182-186 Dudley Street, Roxbury
Built in 1913, Hibernian Hall was an important center for Boston’s Irish community for almost fifty years. It hosted concerts of traditional Irish music, and contained a bowling alley, ballroom and many meeting rooms. Among other organizations, many local chapters of the Ancient Order of Hibernians, an Irish Catholic fraternal organization, which had its 19th century roots in combating discrimination against Irish immigrants, frequently took advantage of the space. So, too, did Boston’s largely Irish Catholic chapter of the Christian Front (see the entry on the Copley Square Hotel), an anti-Semitic organization, in the early 1940s.
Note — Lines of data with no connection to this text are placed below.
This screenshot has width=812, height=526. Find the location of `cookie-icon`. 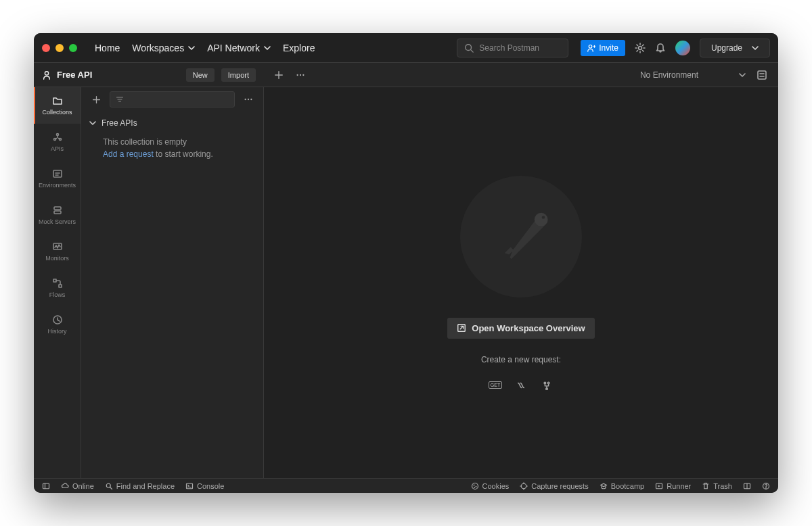

cookie-icon is located at coordinates (475, 486).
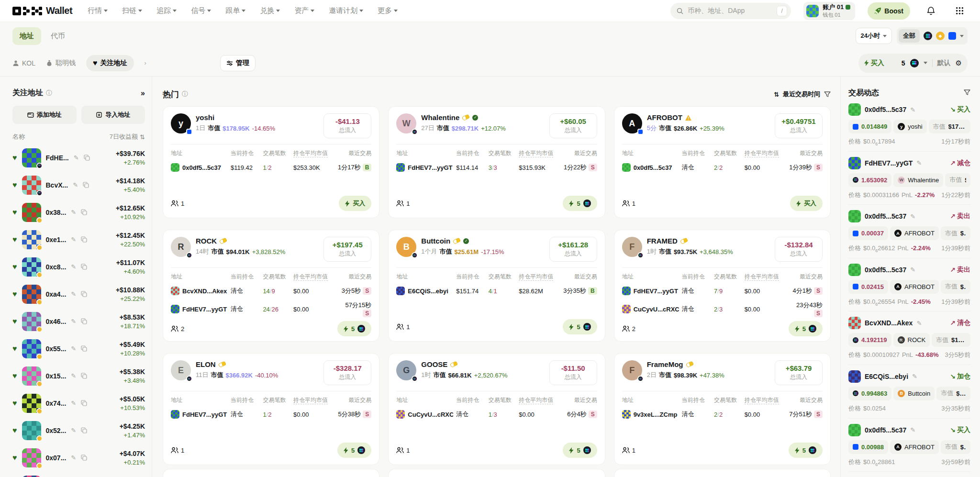  Describe the element at coordinates (271, 286) in the screenshot. I see `token-card: R ROCK ✓ 14时 市值` at that location.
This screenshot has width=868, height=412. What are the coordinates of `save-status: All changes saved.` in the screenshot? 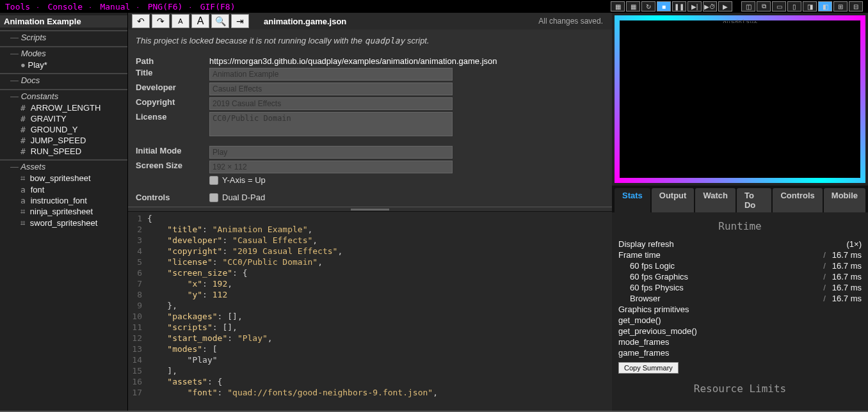 It's located at (574, 21).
In the initial decades of the 1900s, an influx of Jewish immigrants to Roxbury led to the Hall providing space for Bar Mitzvahs. In later years, the growing Black community in Roxbury led it to host James Brown and the Famous Flames before their rise to prominence. In a context in which many residents of Irish origin had moved out of Roxbury to other areas in Greater Boston and growing numbers of African Americans moved in, the Opportunities Industrialization Center bought the building in 1972. Started by Reverend Leon Sullivan of Philadelphia, the Center focused on providing technical and life skills training to the Black community.
In 2000, the Madison Park Development Corporation, a local community non-profit, purchased the Hall and relocated its offices there. The building’s 250-seat ballroom serves as the Roxbury Center for Arts at Hibernian Hall, a venue for theater, concerts, dances, film screenings, and private events.
Getting there:
Silver Line to Nubian Square station. Walk towards Dudley Street and turn left. Hibernian Hall is on the left side of the street. (0.2 miles, a 4-minute walk.)
To learn more:
Charles R. Gallagher, Nazis of Copley Square: The Forgotten Story of the Christian Front, Cambridge: Harvard University Press, 2021.
Gedutis, Susan. See You at the Hall: Boston’s Golden Era of Irish Music and Dance. Lebanon, NH: Northeastern University Press/University Press of New England, 2004.